On War And Murder
(Photo: CA)
Until Sunday, The Commercial Appeal's own reporting about the war in Iraq seemed terribly limited to articles about local deployments, parades, goodbyes, homecomings, reunions and the occasional funeral. Nothing overly controversial that might be misconstrued as questioning the sanity of the war itself.
Sunday's story about Michael Patton Williams continued that safe trend, which is a disservice because the CA should have been focusing on why Williams--smart, depressed and troubled--was even allowed to join the Army in the first place.
To make matters worse, the second part of "War And Murder" is a wire story culled from the reporting at the Sacramento Bee, which spent the past year examining suspect soldiers.
The Bee's special project was published Sunday and continues until Thursday.
Sigh.
This is not to suggest that Bart Sullivan wasted his time in writing his story, which was mostly based on "thousands of pages" of court-martial trial transcripts that the CA got from the Army though a Freedom of Information Act request. Yet, it's unclear when that FOIA request was made or who inspired it.
Whereas the SacBee spent a year researching, did Sullivan only spend a few months working on the story? Sometimes, newspapers collaborate on special projects but did that happen here? I'm just disturbed at what the Williams story suggests about the lack of resources, will and vision at the CA.
Would the CA would have even bothered with this potentially important story if Williams wasn't just another Memphis City Schools graduate gone wrong?
[Shouldn't the CA have provided a sidebar about its own Iraq coverage with an explanation of why Williams's initial arrest wasn't covered back in 2004? Is that the Army's fault? If so, doesn't that smell of a cover-up?]
Sigh.
Sullivan does a serviceable job of using the trial transcripts to take readers back to 2004. (I question the relevancy of the dated AP pictures, which also appear in a montage during the Appeal TV video interview of Williams' father. More on that video in a sec.)
However, I lost interest in recapping the events in Sadr City after reading Williams' letter to the CA (which doesn't seem to be addressed to Sullivan) and the excerpt from what I guess is an autobiography or just plain court testimony.
Those two documents alone provide such an ironic insight into Williams that it makes the video of his father, Mike Williams, seem like a man trying to bleed his conscience to compensate for the lack of emotional support that his son claims that he didn't get his father as a teen. The desire to make his father proud was one of the reasons that Williams joined the Army in the first place, according to Williams.
So, it's just sad that it took this to bring his family together on one accord.
But I digress.
As for Williams, who allegedly had a 129 IQ at age 5, he says the Army trained him to be a killer.
Maybe, he just fulfilled his sociopathic potential.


Task instructions
Keep the pictures out while you transcribe the listing below exactly.

Records for the task
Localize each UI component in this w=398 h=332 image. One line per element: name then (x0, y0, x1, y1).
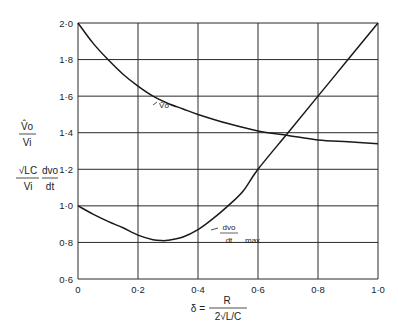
x-tick-label: 1·0 (371, 284, 385, 295)
y-label-bottom-den-b: dt (46, 181, 55, 192)
x-tick-label: 0·4 (191, 284, 205, 295)
series-vo-curve (78, 23, 378, 144)
y-label-bottom-den-a: Vi (24, 181, 33, 192)
x-tick-label: 0·2 (131, 284, 145, 295)
y-tick-label: 1·6 (59, 91, 73, 102)
series (78, 23, 378, 241)
y-tick-label: 2·0 (59, 18, 73, 29)
x-label: δ = R 2√L/C (191, 295, 247, 322)
x-label-numerator: R (223, 295, 230, 306)
y-label-bottom-num-a: √LC (19, 165, 37, 176)
annotation-dvdt: dvo dt max. (211, 223, 262, 245)
annotation-dv-den: dt (226, 236, 233, 245)
y-tick-label: 1·4 (59, 127, 73, 138)
annotation-vo: V̂o (153, 101, 169, 110)
y-tick-label: 0·6 (59, 274, 73, 285)
x-label-lhs: δ = (191, 303, 205, 314)
x-label-denominator: 2√L/C (215, 311, 242, 322)
x-tick-label: 0·8 (311, 284, 325, 295)
chart: 00·20·40·60·81·00·60·81·01·21·41·61·82·0… (0, 0, 398, 332)
annotation-vo-text: V̂o (159, 101, 169, 110)
y-label-top-denominator: Vi (23, 137, 32, 148)
annotation-dv-num: dvo (223, 223, 236, 232)
y-tick-label: 1·0 (59, 200, 73, 211)
y-label-bottom-num-b: dvo (42, 165, 59, 176)
y-tick-label: 0·8 (59, 237, 73, 248)
y-tick-label: 1·8 (59, 54, 73, 65)
y-label-top: V̂o Vi (19, 119, 36, 148)
series-dvdt-curve (78, 23, 378, 241)
y-tick-label: 1·2 (59, 164, 73, 175)
y-label-top-numerator: V̂o (21, 119, 34, 132)
x-tick-label: 0·6 (251, 284, 265, 295)
x-tick-label: 0 (75, 284, 80, 295)
annotation-dv-max: max. (245, 236, 262, 245)
y-label-bottom: √LC Vi dvo dt (16, 165, 58, 192)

Answer to the problem
Localize each UI component in this w=398 h=332 image. One line per element: name then (x0, y0, x1, y1).
x-tick-label: 1·0 (371, 284, 385, 295)
y-label-bottom-den-b: dt (46, 181, 55, 192)
x-tick-label: 0·4 (191, 284, 205, 295)
series-vo-curve (78, 23, 378, 144)
y-label-bottom-den-a: Vi (24, 181, 33, 192)
x-tick-label: 0·2 (131, 284, 145, 295)
y-tick-label: 1·6 (59, 91, 73, 102)
series (78, 23, 378, 241)
y-tick-label: 2·0 (59, 18, 73, 29)
x-label: δ = R 2√L/C (191, 295, 247, 322)
x-label-numerator: R (223, 295, 230, 306)
y-label-bottom-num-a: √LC (19, 165, 37, 176)
annotation-dvdt: dvo dt max. (211, 223, 262, 245)
annotation-dv-den: dt (226, 236, 233, 245)
y-tick-label: 1·4 (59, 127, 73, 138)
annotation-vo: V̂o (153, 101, 169, 110)
y-tick-label: 0·6 (59, 274, 73, 285)
x-label-lhs: δ = (191, 303, 205, 314)
x-label-denominator: 2√L/C (215, 311, 242, 322)
x-tick-label: 0·8 (311, 284, 325, 295)
chart: 00·20·40·60·81·00·60·81·01·21·41·61·82·0… (0, 0, 398, 332)
annotation-vo-text: V̂o (159, 101, 169, 110)
y-label-top-denominator: Vi (23, 137, 32, 148)
annotation-dv-num: dvo (223, 223, 236, 232)
y-tick-label: 1·0 (59, 200, 73, 211)
y-label-bottom-num-b: dvo (42, 165, 59, 176)
y-tick-label: 0·8 (59, 237, 73, 248)
y-tick-label: 1·8 (59, 54, 73, 65)
y-label-top: V̂o Vi (19, 119, 36, 148)
series-dvdt-curve (78, 23, 378, 241)
y-tick-label: 1·2 (59, 164, 73, 175)
y-label-top-numerator: V̂o (21, 119, 34, 132)
x-tick-label: 0·6 (251, 284, 265, 295)
x-tick-label: 0 (75, 284, 80, 295)
annotation-dv-max: max. (245, 236, 262, 245)
y-label-bottom: √LC Vi dvo dt (16, 165, 58, 192)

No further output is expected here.